To Major General Frank R. Mccoy

To Major General Frank R. Mccoy

#4-545

To Major General Frank R. McCoy

October 17, 1944 [Washington, D.C.]

Dear Frank:

On my return from France I found your letter inviting me to the dinner for the President on October 21st, to be given by the Foreign Policy Association. I am sorry that I do not feel that I can accept, for several reasons.

In the first place I have to be in New York on the 27th for the Navy Day dinner as they have attached great importance to my being present, though I should much prefer to have merely appeared at the local dinner here in Washington. Two trips of this kind for me at this time are too much of a tax on my time and physical stamina as I have been engaged in a most strenuous program over the last month and a half and particularly the last three weeks.

I am loath to decline an invitation such as this from you in particular, but I do not think my mere attendance in the light of the President's appearance would be of any moment one way or another.

I had an intensely interesting inspection trip in France, covering an immense amount of ground in a very short time. I was astonished at the repetition of situations and localities from the days when you and I were in that part of France. The right of Patton's Third Army was in the village and No Man's Land in the exact spot that I found in October, 1917, when I arranged for the induction of separate battalions of the First Division into a French front.1 The coincidences of this sort were apparent all along the front and I even found in one place that our Fifth Division was deployed in its old World War sector with its same companion, the 90th Division, on its left, and the commander of the Corps a former officer of the Fifth Division.2

During my hurried trip I started out after a night at Verdun, flew to Holland to see Montgomery and then immediately South the same morning to the Belfort front. During the next four days, three of them in a downpour of rain, I went through five Armies, eight Army Corps, sixteen Divisions, and also saw the commanders and staffs of eight other Divisions. Fortunately the weather picked up the last morning just as I left the border of Holland again and I was able to fly into Paris without the tedium of a long motor trip.

Since my return here I have been buried in accumulated work and difficult and critical decisions.

Faithfully yours,

Document Copy Text Source: George C. Marshall Papers, Pentagon Office Collection, Selected Materials, George C. Marshall Research Library, Lexington, Virginia.

Document Format: Typed letter.

1. See Papers of George Catlett Marshall, #1-103–#1-105 [1: 122–23].

2. Twentieth Corps commander Major General Walton H. Walker had arrived in France in April 1918 as a captain with the Fifth Division's Thirteenth Machine Gun Battalion.

Recommended Citation: ThePapers of George Catlett Marshall, ed.Larry I. Bland and Sharon Ritenour Stevens (Lexington, Va.: The George C. Marshall Foundation, 1981– ). Electronic version based on The Papers of George Catlett Marshall, vol. 4, “Aggressive and Determined Leadership,” June 1, 1943–December 31, 1944 (Baltimore and London: The Johns Hopkins University Press, 1996), pp. 628–629.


**Task prompt:** Write out every line below that includes the word "caption".

[Records provided — start]

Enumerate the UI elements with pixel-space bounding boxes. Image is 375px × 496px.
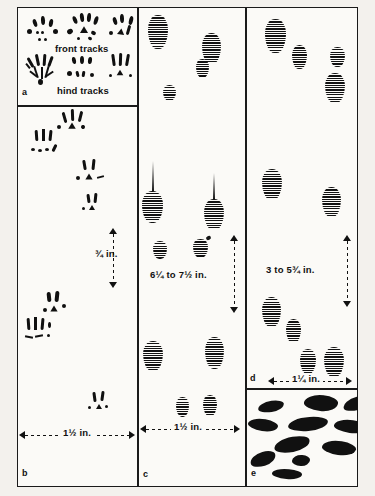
panel-b: ¾ in. 1½ in. b xyxy=(17,106,137,487)
dimension-c-horizontal-label: 1½ in. xyxy=(171,421,205,432)
scat-pellet xyxy=(321,438,357,457)
track-oval xyxy=(262,297,281,327)
track-oval xyxy=(262,169,282,200)
scat-pellet xyxy=(333,418,358,435)
dimension-d-vertical-label: 3 to 5¾ in. xyxy=(266,264,315,275)
scat-pellet xyxy=(272,467,303,480)
scat-pellet xyxy=(249,449,278,470)
panel-b-label: b xyxy=(22,468,28,478)
track-oval xyxy=(265,19,286,53)
panel-e-label: e xyxy=(251,468,256,478)
track-oval xyxy=(204,199,224,230)
panel-c-label: c xyxy=(143,469,148,479)
scat-pellet xyxy=(303,393,338,412)
dimension-c-vertical-label: 6¼ to 7½ in. xyxy=(150,269,207,280)
caption-hind-tracks: hind tracks xyxy=(57,85,109,96)
track-oval xyxy=(286,319,301,343)
caption-front-tracks: front tracks xyxy=(55,43,108,54)
panel-a: front tracks xyxy=(17,7,137,105)
track-oval xyxy=(142,191,163,223)
scat-pellet xyxy=(288,416,329,433)
track-oval xyxy=(203,395,217,416)
track-oval xyxy=(176,397,189,417)
scat-pellet xyxy=(247,416,279,433)
panel-d: 3 to 5¾ in. 1¼ in. d xyxy=(246,7,358,388)
figure-plate: front tracks xyxy=(0,0,375,496)
track-oval xyxy=(153,241,167,259)
scat-pellet xyxy=(257,399,284,414)
panel-c: 6¼ to 7½ in. 1½ in. c xyxy=(138,7,245,487)
track-oval xyxy=(143,341,163,371)
track-oval xyxy=(292,45,307,69)
track-oval xyxy=(163,85,176,101)
dimension-c-vertical-arrow xyxy=(230,235,239,313)
dimension-b-vertical-label: ¾ in. xyxy=(95,248,118,259)
scat-pellet xyxy=(342,394,358,413)
track-oval xyxy=(300,349,316,374)
panel-a-label: a xyxy=(22,87,27,97)
track-oval xyxy=(324,347,344,377)
track-oval xyxy=(196,59,209,78)
dimension-b-horizontal-label: 1½ in. xyxy=(59,427,95,438)
scat-pellet xyxy=(273,434,311,455)
track-oval xyxy=(205,337,224,369)
track-oval xyxy=(193,239,208,258)
panel-d-label: d xyxy=(250,373,256,383)
panel-e: e xyxy=(246,389,358,487)
track-oval xyxy=(148,15,168,49)
track-oval xyxy=(325,73,345,103)
scat-pellet xyxy=(292,454,311,466)
track-oval xyxy=(330,47,345,67)
dimension-d-horizontal-label: 1¼ in. xyxy=(289,373,323,384)
dimension-d-vertical-arrow xyxy=(343,235,352,307)
track-oval xyxy=(322,187,341,217)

[Records provided — finish]

**Result for this exercise:**
caption-hind-tracks: hind tracks xyxy=(57,85,109,96)
caption-front-tracks: front tracks xyxy=(55,43,108,54)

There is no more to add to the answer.